Please could anyone that has sleeping / overnight experience with Vango Nevis 200 or Vango f10 Helium 200 (or similar) offer me a view on them and happiness or regrets?
I'm going to buy one on the internet or ebay / used, so won't be able to get into one to try. I know they are small. I'm 6ft and buying the 200 so a dog / bags etc can fit as I expect the 100's are a too small for the weight saving, and deffo too small if tent city due to bad weather.
Going to be my dedicated thru-hiking tent and I ain't going down the tarp route as I will use it in West Coast midge mayhem so need protection!
Helium 200 is a decent tent. The 200 for a person, kit and dog (depending on the dog) is a good size - I use it this way( got the ultralight version) Good packsize, weight and pitches fast...
You can't really sit up straight in it but I've never had a tent that I could. Certainly spent over 12 hours in it sitting out a storm (without the dog) in relative comfort. To get one that you can fully sit up in would be considerably more weight
I am an owner of Helium 100. It's brilliant tent if you know its limitations. It will stand up fine if pitched well. The only time when it really struggled was on Arran in summertime. I couldn't get up the Goatfell - it would literally turn me around while trying to walk up. One of the very few hills I had to retreat back (with 182 Munros in my bag, so I've seen some conditions!). I pitched a tent on the hillside (somewhere between at 500-600m altitude) as it was getting dark (I set off after work and just wanted to go to Arran for few days). I believe three pegs got pulled out, but I did manage to get enough sleep and the tent was still in one piece. I tried to go up again next morning and stubbornly descended down. It was that bad wind.
I use it all year around and I keep meaning to get a proper winter tent, but then camping high in winter is something I do less frequently as I do enjoy a bit of comfort. I don't think a bigger and sturdier tent would do that.
I always like seeing tents in action, so here's few:
You'll need some pegs, but that's kind of usual. I currently use some Y stakes off Amazon and I couldn't tell the difference between them and Alpkit ones - they even bend less!
NB: I paid just over £100 in 2014~2015 off eBay and it's my main tent. Still going strong!
Bought a Nevis 200 last summer, put it up in the garden, took it down and straight back to the shop for a swap with something else. Inner sags in too much even without any wind for my liking, not enough connections to the fly to keep it taut.
For a similar budget the Robbens starlight seems well thought of but no personal experience of that model.
I hear you on the marginal weight, but the thing about this whole ultralight hiking movement is you have to view it in an aggregate of the marginal weight savings across your whole gear. Not a big issue for small trips, but ace for thru-hiking.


Task prompt: Your answer should consist of the lines in the following data that contain "master".

##### Given records #####

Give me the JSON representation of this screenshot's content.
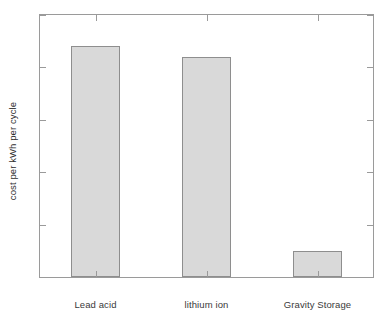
{
  "chart_data": {
    "type": "bar",
    "title": "",
    "xlabel": "",
    "ylabel": "cost per kWh per cycle",
    "categories": [
      "Lead acid",
      "lithium ion",
      "Gravity Storage"
    ],
    "values": [
      2.2,
      2.1,
      0.25
    ],
    "ylim": [
      0,
      2.5
    ],
    "yticks": [
      0,
      0.5,
      1,
      1.5,
      2,
      2.5
    ],
    "ytick_labels": [
      "0",
      "0.5",
      "1",
      "1.5",
      "2",
      "2.5"
    ],
    "grid": false,
    "legend": null,
    "bar_face_color": "#d9d9d9",
    "bar_edge_color": "#8e8e8e",
    "axis_color": "#9a9a9a",
    "text_color": "#3a3a3a",
    "background": "#ffffff"
  },
  "axes": {
    "ylabel": "cost per kWh per cycle"
  }
}
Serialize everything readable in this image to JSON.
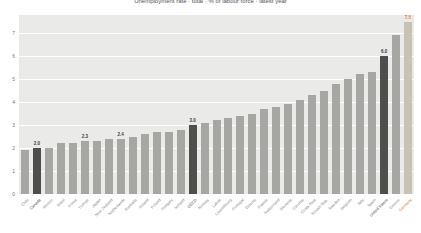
{
  "chart_data": {
    "type": "bar",
    "title": "Unemployment rate · total · % of labour force · latest year",
    "categories": [
      "Chile",
      "Canada",
      "Mexico",
      "Israel",
      "Korea",
      "Türkiye",
      "Japan",
      "New Zealand",
      "Netherlands",
      "Australia",
      "Ireland",
      "Poland",
      "Hungary",
      "Iceland",
      "OECD",
      "Norway",
      "Latvia",
      "Luxembourg",
      "Portugal",
      "Estonia",
      "France",
      "Switzerland",
      "Slovenia",
      "Czechia",
      "Costa Rica",
      "Slovak Rep.",
      "Sweden",
      "Belgium",
      "Italy",
      "Spain",
      "United States",
      "Greece",
      "Germany"
    ],
    "values": [
      1.9,
      2.0,
      2.0,
      2.2,
      2.2,
      2.3,
      2.3,
      2.4,
      2.4,
      2.5,
      2.6,
      2.7,
      2.7,
      2.8,
      3.0,
      3.1,
      3.2,
      3.3,
      3.4,
      3.5,
      3.7,
      3.8,
      3.9,
      4.1,
      4.3,
      4.5,
      4.8,
      5.0,
      5.2,
      5.3,
      6.0,
      6.9,
      7.5
    ],
    "value_labels": [
      "",
      "2.0",
      "",
      "",
      "",
      "2.3",
      "",
      "",
      "2.4",
      "",
      "",
      "",
      "",
      "",
      "3.0",
      "",
      "",
      "",
      "",
      "",
      "",
      "",
      "",
      "",
      "",
      "",
      "",
      "",
      "",
      "",
      "6.0",
      "",
      "7.5"
    ],
    "highlight_indices": [
      1,
      14,
      30
    ],
    "last_bar_special": true,
    "xlabel": "",
    "ylabel": "",
    "ylim": [
      0,
      7.8
    ],
    "yticks": [
      0,
      1,
      2,
      3,
      4,
      5,
      6,
      7
    ],
    "grid": true,
    "legend": "none",
    "colors": {
      "bar_default": "#a6a6a3",
      "bar_highlight": "#4e4e4c",
      "bar_last": "#c8c2b4",
      "value_label": "#3a3a3a",
      "value_label_last": "#e07b2a",
      "plot_bg": "#eaeae8",
      "gridline": "#ffffff",
      "axis_text": "#7a7a7a"
    },
    "layout": {
      "plot_left": 19,
      "plot_top": 15,
      "plot_width": 395,
      "plot_height": 179,
      "px_per_unit": 23,
      "bar_width": 8
    }
  }
}
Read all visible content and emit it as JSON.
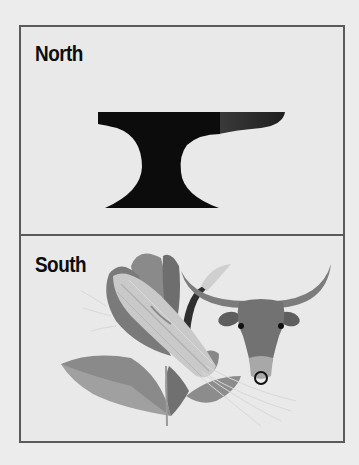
{
  "panels": [
    {
      "label": "North",
      "icon": "anvil-icon"
    },
    {
      "label": "South",
      "icon": "wheat-and-bull-icon"
    }
  ],
  "colors": {
    "background": "#ececec",
    "frame_border": "#5a5a5a",
    "panel_fill": "#e9e9e9",
    "label_text": "#0d0d0d",
    "anvil": "#0c0c0c",
    "anvil_horn": "#2e2e2e",
    "bull": "#6f6f6f",
    "leaves": "#7a7a7a",
    "wheat": "#c9c9c9"
  }
}
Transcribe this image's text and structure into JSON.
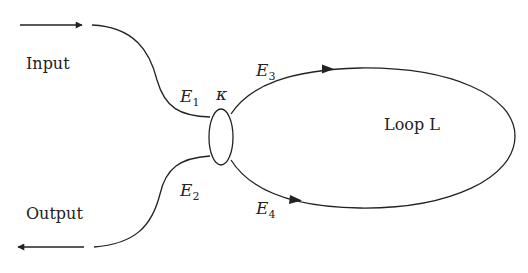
{
  "diagram": {
    "type": "fiber-loop-resonator",
    "labels": {
      "input": "Input",
      "output": "Output",
      "loop": "Loop L",
      "coupling": "κ"
    },
    "fields": [
      {
        "symbol": "E",
        "sub": "1"
      },
      {
        "symbol": "E",
        "sub": "2"
      },
      {
        "symbol": "E",
        "sub": "3"
      },
      {
        "symbol": "E",
        "sub": "4"
      }
    ],
    "colors": {
      "stroke": "#222222",
      "background": "#ffffff"
    }
  }
}
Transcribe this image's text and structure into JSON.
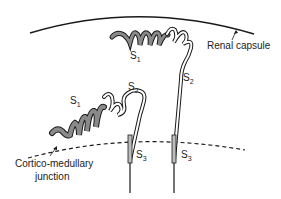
{
  "diagram": {
    "type": "anatomical schematic",
    "labels": {
      "renal_capsule": "Renal capsule",
      "cortico_medullary_1": "Cortico-medullary",
      "cortico_medullary_2": "junction",
      "superficial": {
        "s1": "S",
        "s1_sub": "1",
        "s2": "S",
        "s2_sub": "2",
        "s3": "S",
        "s3_sub": "3"
      },
      "juxtamedullary": {
        "s1": "S",
        "s1_sub": "1",
        "s2": "S",
        "s2_sub": "2",
        "s3": "S",
        "s3_sub": "3"
      }
    },
    "colors": {
      "line": "#1a1a1a",
      "s1_fill": "#8a8a8a",
      "tubule_fill": "#ffffff"
    }
  }
}
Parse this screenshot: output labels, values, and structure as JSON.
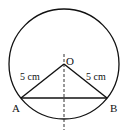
{
  "diagram": {
    "type": "geometry",
    "colors": {
      "stroke": "#111111",
      "background": "#ffffff"
    },
    "circle": {
      "cx": 64,
      "cy": 64,
      "r": 55
    },
    "points": {
      "O": {
        "label": "O",
        "x": 64,
        "y": 64
      },
      "A": {
        "label": "A",
        "x": 21,
        "y": 98
      },
      "B": {
        "label": "B",
        "x": 107,
        "y": 98
      }
    },
    "segments": [
      {
        "from": "O",
        "to": "A",
        "label": "5 cm"
      },
      {
        "from": "O",
        "to": "B",
        "label": "5 cm"
      },
      {
        "from": "A",
        "to": "B",
        "label": ""
      }
    ],
    "dashed_line": {
      "x": 64,
      "y1": 54,
      "y2": 130
    },
    "labels": {
      "center": "O",
      "point_a": "A",
      "point_b": "B",
      "radius_left": "5 cm",
      "radius_right": "5 cm"
    }
  }
}
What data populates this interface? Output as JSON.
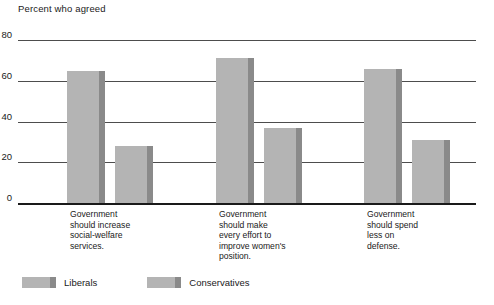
{
  "chart_data": {
    "type": "bar",
    "title": "Percent who agreed",
    "xlabel": "",
    "ylabel": "",
    "ylim": [
      0,
      80
    ],
    "yticks": [
      0,
      20,
      40,
      60,
      80
    ],
    "grid": true,
    "legend_position": "bottom-left",
    "categories": [
      "Government\nshould increase\nsocial-welfare\nservices.",
      "Government\nshould make\nevery effort to\nimprove women's\nposition.",
      "Government\nshould spend\nless on\ndefense."
    ],
    "series": [
      {
        "name": "Liberals",
        "values": [
          65,
          71,
          66
        ],
        "color": "#b4b4b4",
        "edge_color": "#8a8a8a"
      },
      {
        "name": "Conservatives",
        "values": [
          28,
          37,
          31
        ],
        "color": "#b4b4b4",
        "edge_color": "#8a8a8a"
      }
    ]
  },
  "legend": {
    "items": [
      {
        "label": "Liberals"
      },
      {
        "label": "Conservatives"
      }
    ]
  },
  "axis": {
    "tick_0": "0",
    "tick_20": "20",
    "tick_40": "40",
    "tick_60": "60",
    "tick_80": "80"
  }
}
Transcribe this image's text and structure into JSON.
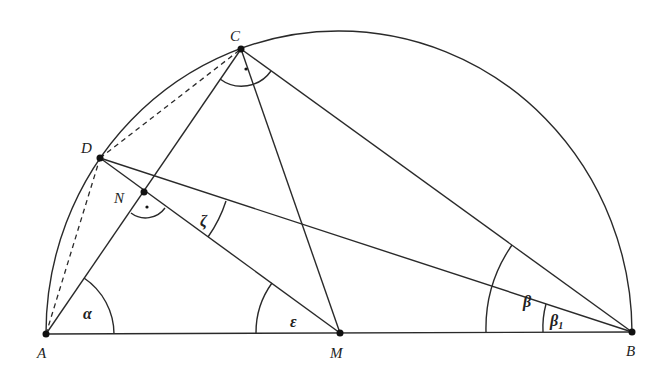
{
  "diagram": {
    "type": "geometry-semicircle",
    "points": {
      "A": {
        "label": "A",
        "x": 46,
        "y": 334
      },
      "B": {
        "label": "B",
        "x": 632,
        "y": 332
      },
      "M": {
        "label": "M",
        "x": 340,
        "y": 333
      },
      "C": {
        "label": "C",
        "x": 241,
        "y": 49
      },
      "D": {
        "label": "D",
        "x": 100,
        "y": 158
      },
      "N": {
        "label": "N",
        "x": 144,
        "y": 192
      }
    },
    "angles": {
      "alpha": {
        "label": "α"
      },
      "epsilon": {
        "label": "ε"
      },
      "zeta": {
        "label": "ζ"
      },
      "beta": {
        "label": "β"
      },
      "beta1": {
        "label": "β",
        "subscript": "1"
      }
    },
    "right_angle_marks": [
      "C",
      "N"
    ],
    "segments_solid": [
      "AB",
      "AC",
      "CB",
      "CM",
      "DB",
      "DM"
    ],
    "segments_dashed": [
      "AD",
      "DC"
    ],
    "arc": "semicircle over AB centered at M"
  }
}
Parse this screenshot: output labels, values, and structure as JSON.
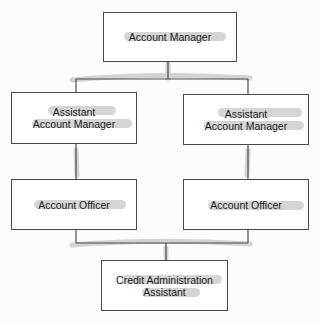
{
  "diagram": {
    "type": "org-chart",
    "nodes": [
      {
        "id": "account-manager",
        "label": "Account Manager"
      },
      {
        "id": "assistant-account-manager-left",
        "label_line1": "Assistant",
        "label_line2": "Account Manager"
      },
      {
        "id": "assistant-account-manager-right",
        "label_line1": "Assistant",
        "label_line2": "Account Manager"
      },
      {
        "id": "account-officer-left",
        "label": "Account Officer"
      },
      {
        "id": "account-officer-right",
        "label": "Account Officer"
      },
      {
        "id": "credit-administration-assistant",
        "label_line1": "Credit Administration",
        "label_line2": "Assistant"
      }
    ],
    "edges": [
      [
        "account-manager",
        "assistant-account-manager-left"
      ],
      [
        "account-manager",
        "assistant-account-manager-right"
      ],
      [
        "assistant-account-manager-left",
        "account-officer-left"
      ],
      [
        "assistant-account-manager-right",
        "account-officer-right"
      ],
      [
        "account-officer-left",
        "credit-administration-assistant"
      ],
      [
        "account-officer-right",
        "credit-administration-assistant"
      ]
    ],
    "colors": {
      "box_border": "#4a4a4a",
      "line": "#555555",
      "highlight": "#c8c8c8"
    }
  }
}
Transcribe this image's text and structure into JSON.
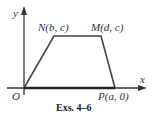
{
  "figure": {
    "caption": "Exs. 4–6",
    "axes": {
      "x_label": "x",
      "y_label": "y"
    },
    "points": {
      "O": {
        "label": "O"
      },
      "N": {
        "label": "N(b, c)"
      },
      "M": {
        "label": "M(d, c)"
      },
      "P": {
        "label": "P(a, 0)"
      }
    },
    "shape": "trapezoid ONMP",
    "colors": {
      "stroke": "#333333",
      "text": "#333333"
    }
  }
}
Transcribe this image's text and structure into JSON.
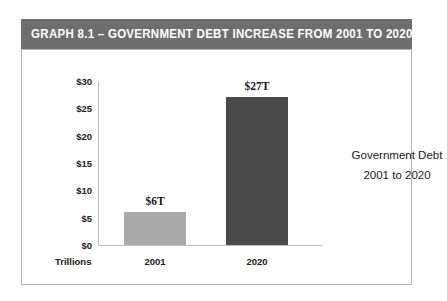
{
  "title_bar": {
    "text": "GRAPH 8.1 – GOVERNMENT DEBT INCREASE FROM 2001 TO 2020",
    "background_color": "#6e6e6e",
    "text_color": "#ffffff"
  },
  "annotation": {
    "line1": "Government Debt",
    "line2": "2001 to 2020"
  },
  "axis_unit_label": "Trillions",
  "chart_data": {
    "type": "bar",
    "title": "GRAPH 8.1 – GOVERNMENT DEBT INCREASE FROM 2001 TO 2020",
    "subtitle": "",
    "xlabel": "",
    "ylabel": "Trillions",
    "categories": [
      "2001",
      "2020"
    ],
    "values": [
      6,
      27
    ],
    "value_labels": [
      "$6T",
      "$27T"
    ],
    "bar_colors": [
      "#a9a9a9",
      "#4a4a4a"
    ],
    "ylim": [
      0,
      30
    ],
    "yticks": [
      0,
      5,
      10,
      15,
      20,
      25,
      30
    ],
    "ytick_labels": [
      "$0",
      "$5",
      "$10",
      "$15",
      "$20",
      "$25",
      "$30"
    ],
    "grid": false,
    "legend": false,
    "annotations": [
      "Government Debt",
      "2001 to 2020"
    ]
  }
}
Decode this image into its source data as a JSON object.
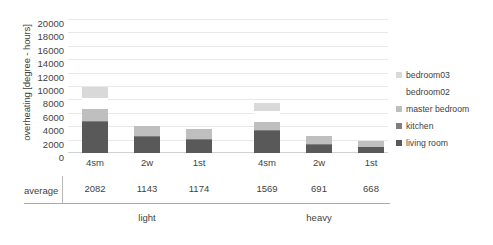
{
  "chart_data": {
    "type": "bar",
    "stacked": true,
    "title": "",
    "xlabel": "",
    "ylabel": "overheating [degree - hours]",
    "ylim": [
      0,
      20000
    ],
    "ytick_step": 2000,
    "yticks": [
      "20000",
      "18000",
      "16000",
      "14000",
      "12000",
      "10000",
      "8000",
      "6000",
      "4000",
      "2000",
      "0"
    ],
    "grid": true,
    "legend_position": "right",
    "groups": [
      {
        "name": "light",
        "categories": [
          "4sm",
          "2w",
          "1st"
        ]
      },
      {
        "name": "heavy",
        "categories": [
          "4sm",
          "2w",
          "1st"
        ]
      }
    ],
    "categories": [
      "4sm",
      "2w",
      "1st",
      "4sm",
      "2w",
      "1st"
    ],
    "series": [
      {
        "name": "living room",
        "color": "#595959",
        "values": [
          4600,
          2450,
          2000,
          3250,
          1250,
          850
        ]
      },
      {
        "name": "kitchen",
        "color": "#7f7f7f",
        "values": [
          200,
          150,
          150,
          150,
          100,
          100
        ]
      },
      {
        "name": "master bedroom",
        "color": "#bfbfbf",
        "values": [
          1700,
          1450,
          1400,
          1300,
          1200,
          900
        ]
      },
      {
        "name": "bedroom02",
        "color": "#ffffff",
        "values": [
          1700,
          0,
          0,
          1500,
          0,
          0
        ]
      },
      {
        "name": "bedroom03",
        "color": "#d9d9d9",
        "values": [
          1700,
          0,
          0,
          1200,
          0,
          0
        ]
      }
    ],
    "averages": [
      "2082",
      "1143",
      "1174",
      "1569",
      "691",
      "668"
    ],
    "average_row_label": "average",
    "legend": [
      {
        "label": "bedroom03",
        "color": "#d9d9d9"
      },
      {
        "label": "bedroom02",
        "color": "#ffffff"
      },
      {
        "label": "master bedroom",
        "color": "#bfbfbf"
      },
      {
        "label": "kitchen",
        "color": "#7f7f7f"
      },
      {
        "label": "living room",
        "color": "#595959"
      }
    ]
  }
}
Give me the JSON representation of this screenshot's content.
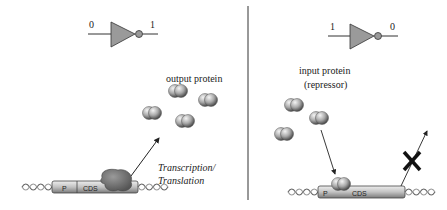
{
  "left_panel": {
    "gate": {
      "input_value": "0",
      "output_value": "1"
    },
    "protein_label": "output protein",
    "process_label_line1": "Transcription/",
    "process_label_line2": "Translation",
    "dna": {
      "promoter_label": "P",
      "cds_label": "CDS"
    }
  },
  "right_panel": {
    "gate": {
      "input_value": "1",
      "output_value": "0"
    },
    "protein_label_line1": "input protein",
    "protein_label_line2": "(repressor)",
    "dna": {
      "promoter_label": "P",
      "cds_label": "CDS"
    },
    "blocked_marker": "X"
  },
  "colors": {
    "gate_fill": "#9a9a9a",
    "protein_fill": "#a8a8a8",
    "dna_box_fill": "#c8c8c8",
    "ribosome_fill": "#7d7d7d",
    "line": "#333333"
  }
}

#####

Solution to this problem:
        "name": "master bedroom",
        "label": "master bedroom",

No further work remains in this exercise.